A writer's writer: John Updike
Elsewhere on this site three names have been suggested for the Nobel Prize for Literature to be announced on 9 October: John Updike, Philip Roth and Thomas Pynchon. I hope it goes to Updike. I think it will go to Roth, but I hope it goes to Updike. As for Pynchon, I think his output is too small.
Last night I read for the umpteenth time Updike’s short story The Happiest I’ve Been – a beautiful piece of writing recalling a tender moment from youth. His New Yorker stories, of which this is one, are masterpieces of the form. For me, it is the quality of Updike’s writing that sets him apart. Give me too many glasses of wine and I’ll say something pretentious like “God so loved the world that he gave us John Updike to describe it.” But since I’m sober(one has to re-charge the batteries before Frankfurt after all) I’ll just say that he writes with a poet’s eye and is a master of description and observation. He is a writer's writer.
I remember a line in Rabbit Run in which the hero passes a church at night. Updike talks about the stained glass window being ‘like a hole punctured in reality to show the brilliant incandescence beneath’. He describes walking down a suburban street at twilight and noticing people in living-rooms watching the television, ‘their faces turned towards the screen like flowers towards the sun’. This is gorgeous writing. As one observer put it, ‘John Updike makes you quiver to be alive.’
Updike often chooses fallen heroes, people who often aren’t particularly pleasant, and writes about them with compassion and forgiveness. Rabbit Angstrom, the hero of the Rabbit quartet is a good example. It is for this sequence of novels, and its telling portrait of America in the second half of the 20th century, that he deserves the Nobel Prize. His work, as in these novels, often has a small town, suburban setting from which he draws universal lessons about the human condition.
The question for the Nobel judges is really whose work – Updike’s or Roth’s – speaks universally? It’s an interesting debate, and there is so much for the commentators to discuss. Updike is 76, Roth is 75. One is Protestant, the other Jewish. Both are vying for that title of ‘grand old man of American letters’. Both have huge respect.
Let’s hope that whoever is the recipient, the other will only be a year or two behind.
1 comment:
His New Yorker stories, of which this is one, are masterpieces of the form. For me, it is the quality of Updike’s writing that sets him apart. Give me too many glasses of wine and I’ll say something pretentious like “God so loved the world that he gave us John Updike to describe it.” But since I’m soberone has to re-charge the batteries.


# TASK REQUIREMENTS
The data below is to be transcribed word for word; pictures are to be excluded.

★ ★ ★

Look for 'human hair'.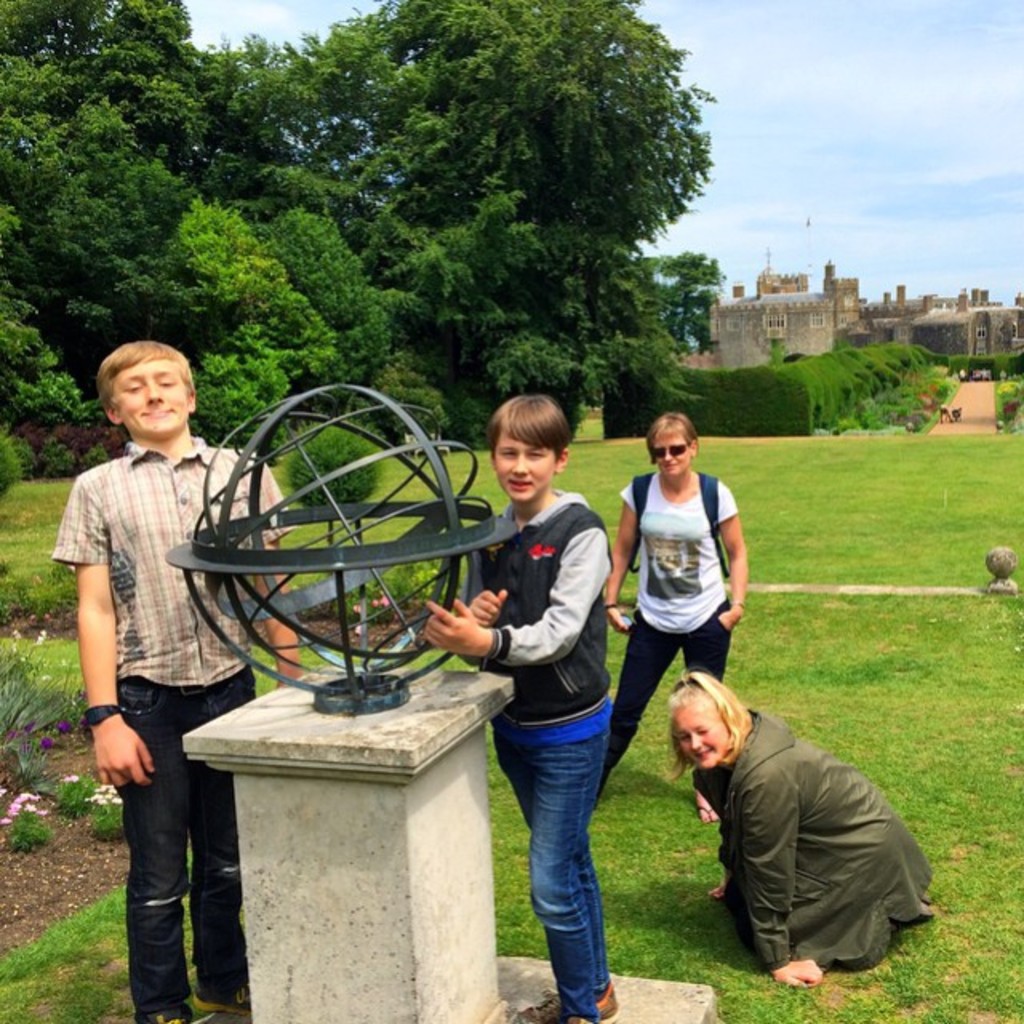
Found: bbox=(670, 664, 750, 786).
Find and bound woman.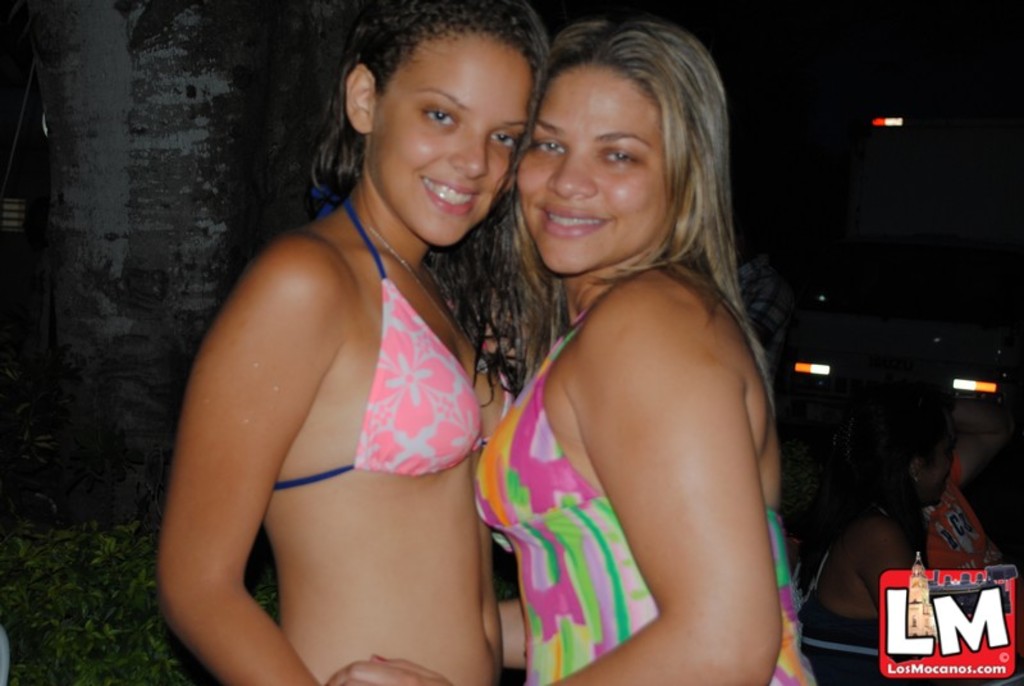
Bound: 150 0 520 685.
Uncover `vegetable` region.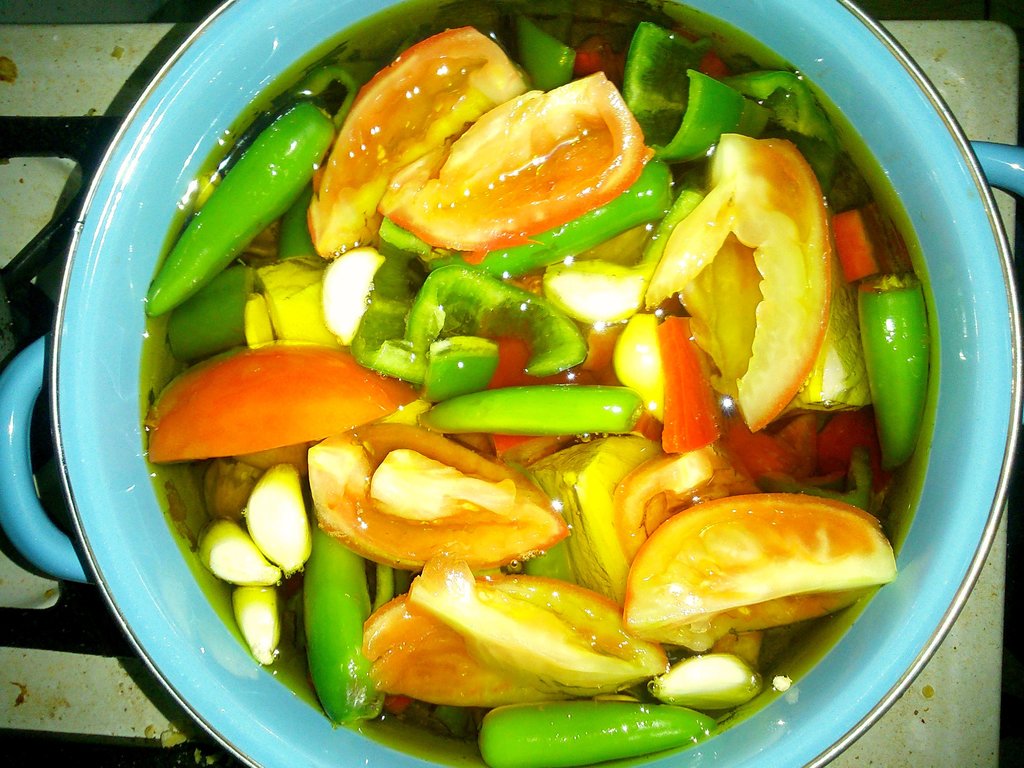
Uncovered: (363,221,432,381).
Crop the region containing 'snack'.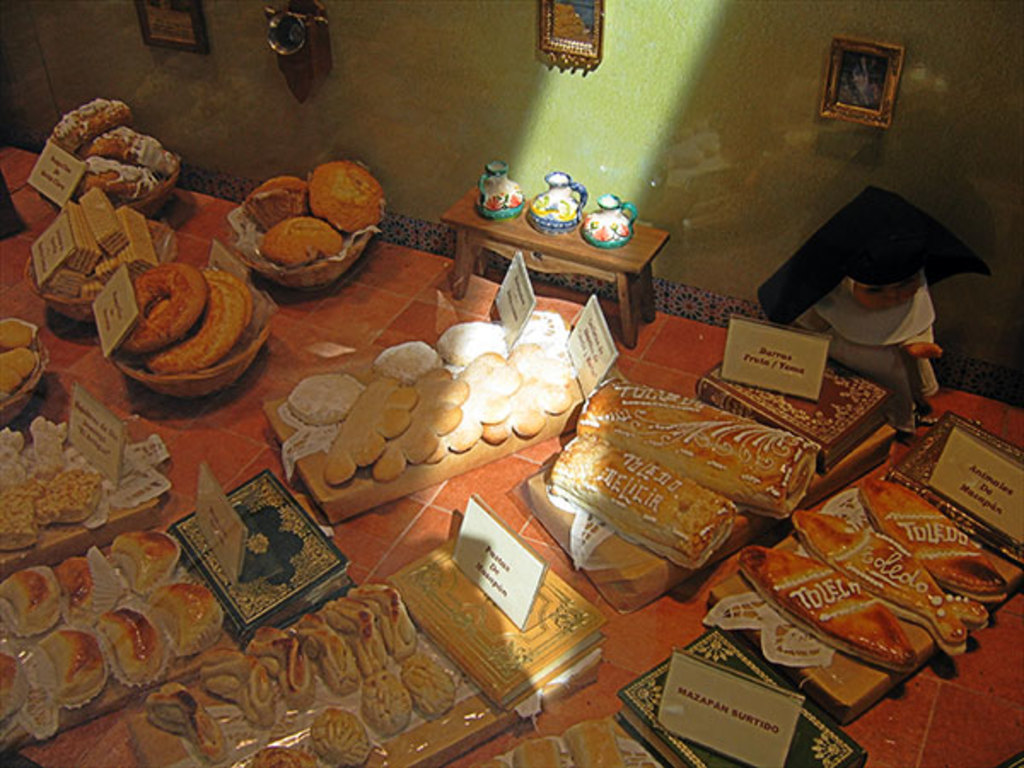
Crop region: {"x1": 73, "y1": 155, "x2": 154, "y2": 198}.
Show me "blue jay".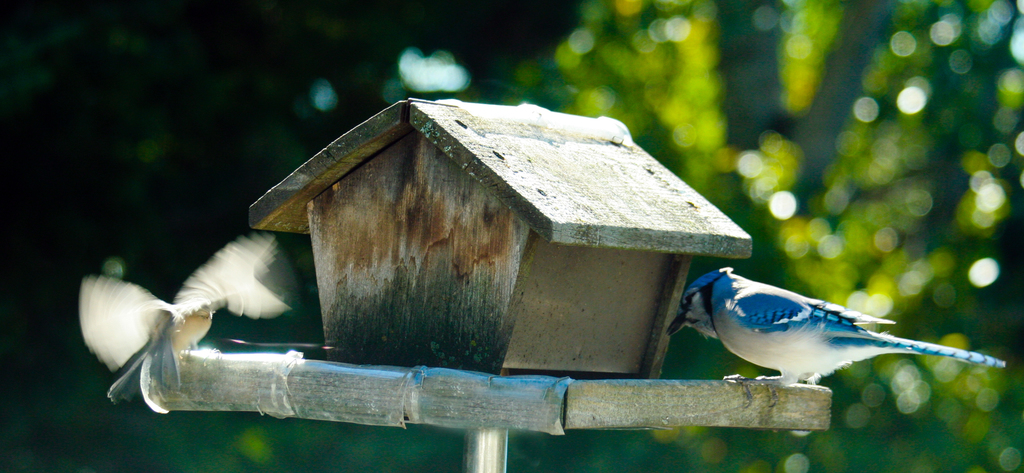
"blue jay" is here: Rect(662, 261, 1004, 389).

★ ★ ★

# RESULT BELOW
Look for 'human hair'.
Found: bbox=(670, 664, 750, 786).
Find and bound woman.
Bound: 150 0 520 685.
Uncover `vegetable` region.
Uncovered: (363,221,432,381).
Crop the region containing 'snack'.
Crop region: {"x1": 73, "y1": 155, "x2": 154, "y2": 198}.
Show me "blue jay".
"blue jay" is here: Rect(662, 261, 1004, 389).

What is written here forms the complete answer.